Multi-district litigation: time for real rules

A milestone was reached in March: over half of all cases “currently open in the federal judicial system now are contained in multi-district litigation.” [James Beck, Lexology] And that poses a problem if you believe in uniform, stable, and knowable procedures for handling cases:

As we’ve discussed many times before, the ordinary Federal Rules of Civil Procedure apply sporadically, if at all in MDLs. Likewise, some MDL judges apply Daubert rigorously, and others do not. Some MDLs are disposed of on the basis of federal preemption, while other MDL judges seem never to have granted a preemption motion in their careers. Appellate opportunities are few and far between, and almost always arise when plaintiffs lose, since defense losses don’t generate immediately appealable orders. The current MDL system makes the federal judicial system resemble the baroque Holy Roman Empire – an agglomeration of hundreds of feudal principalities, feigning allegiance to one set of laws, but in reality operating more or less independently – with some of those margraves and palatine counts wielding rather despotic power.

Like some wasps do to caterpillars, agglomerations of “plaintiff steering committees,” assisted by shadowy funded media solicitors, have parasitized the federal judicial system, converting it into a system not for justice, but for converting mass solicitations into mass settlements without the merits of 99+% of the filed “inventory” ever being examined.

And because of the rise of the defendant technique known as “pre-service removal,” Beck says, the share of cases in MDLs is likely to rise further.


■ The task
I need an exact copy of the lines from the one containing "Locate an element on the screen. This" through the end of the records, without any pictures.

■ Extracted information
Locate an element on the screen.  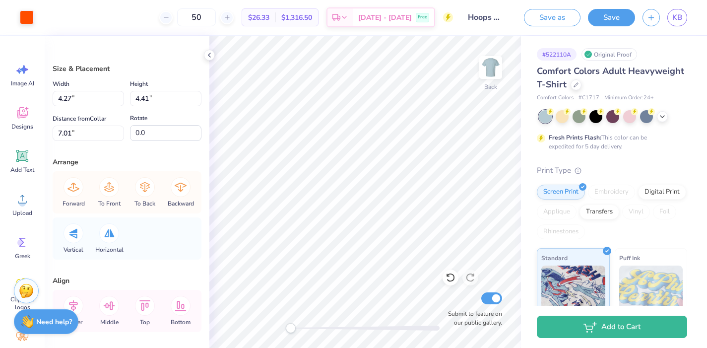
span: Image AI is located at coordinates (22, 83).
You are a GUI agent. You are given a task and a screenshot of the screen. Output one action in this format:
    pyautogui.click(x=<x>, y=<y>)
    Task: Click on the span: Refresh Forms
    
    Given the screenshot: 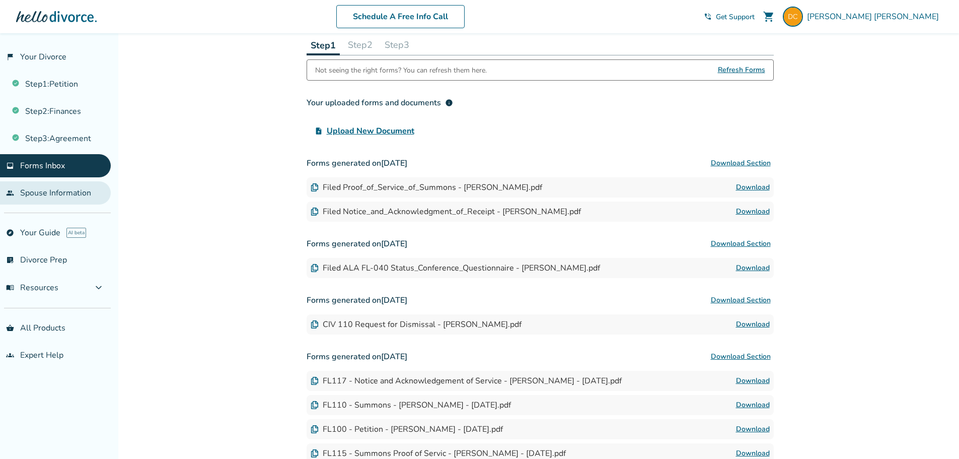 What is the action you would take?
    pyautogui.click(x=742, y=70)
    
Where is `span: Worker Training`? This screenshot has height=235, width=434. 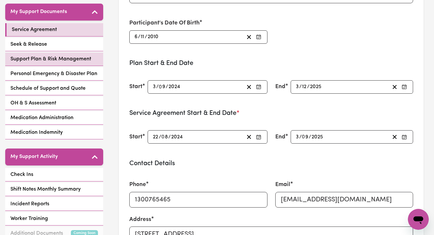 span: Worker Training is located at coordinates (29, 219).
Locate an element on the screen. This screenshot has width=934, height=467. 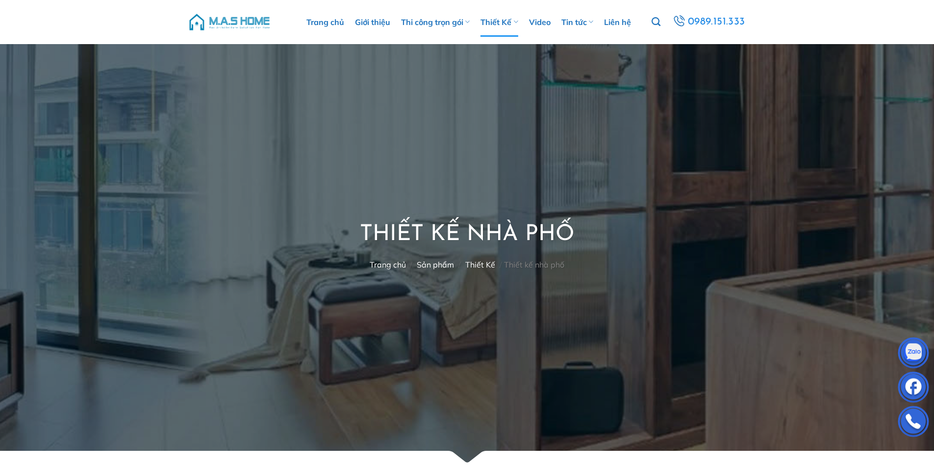
a: Video is located at coordinates (540, 22).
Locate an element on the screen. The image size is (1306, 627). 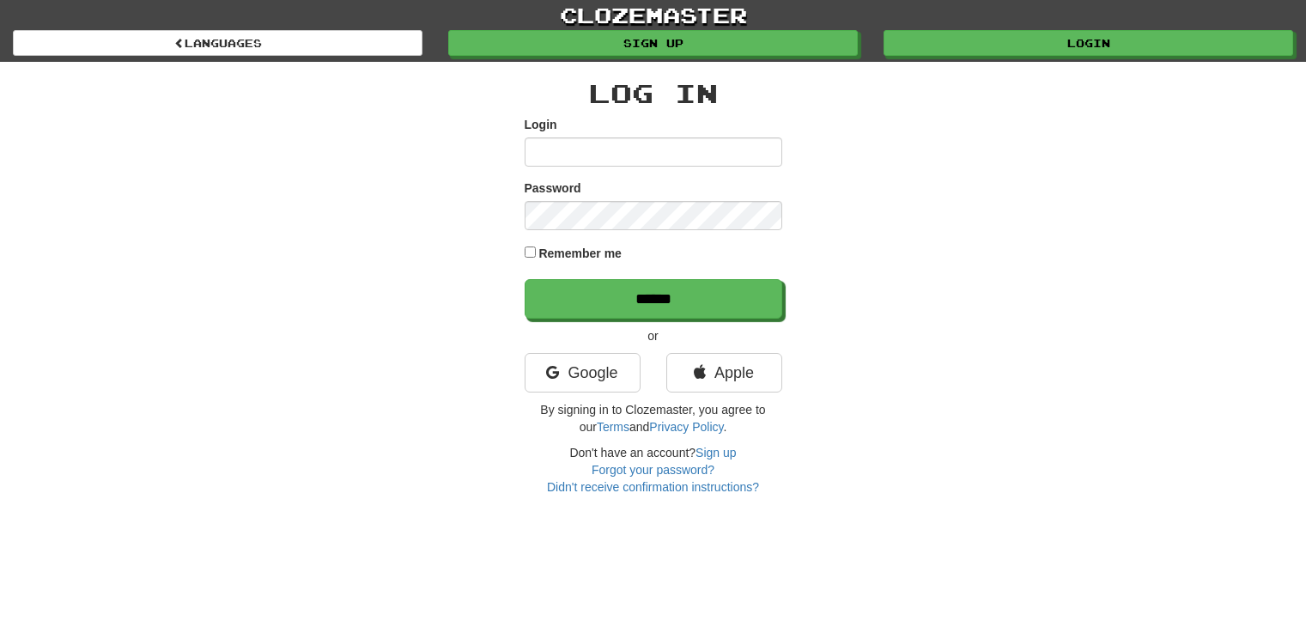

■ Expected answer
Locate an element on the screen. This screenshot has width=934, height=467. 
a: Video is located at coordinates (540, 22).
Locate an element on the screen. The image size is (1306, 627). 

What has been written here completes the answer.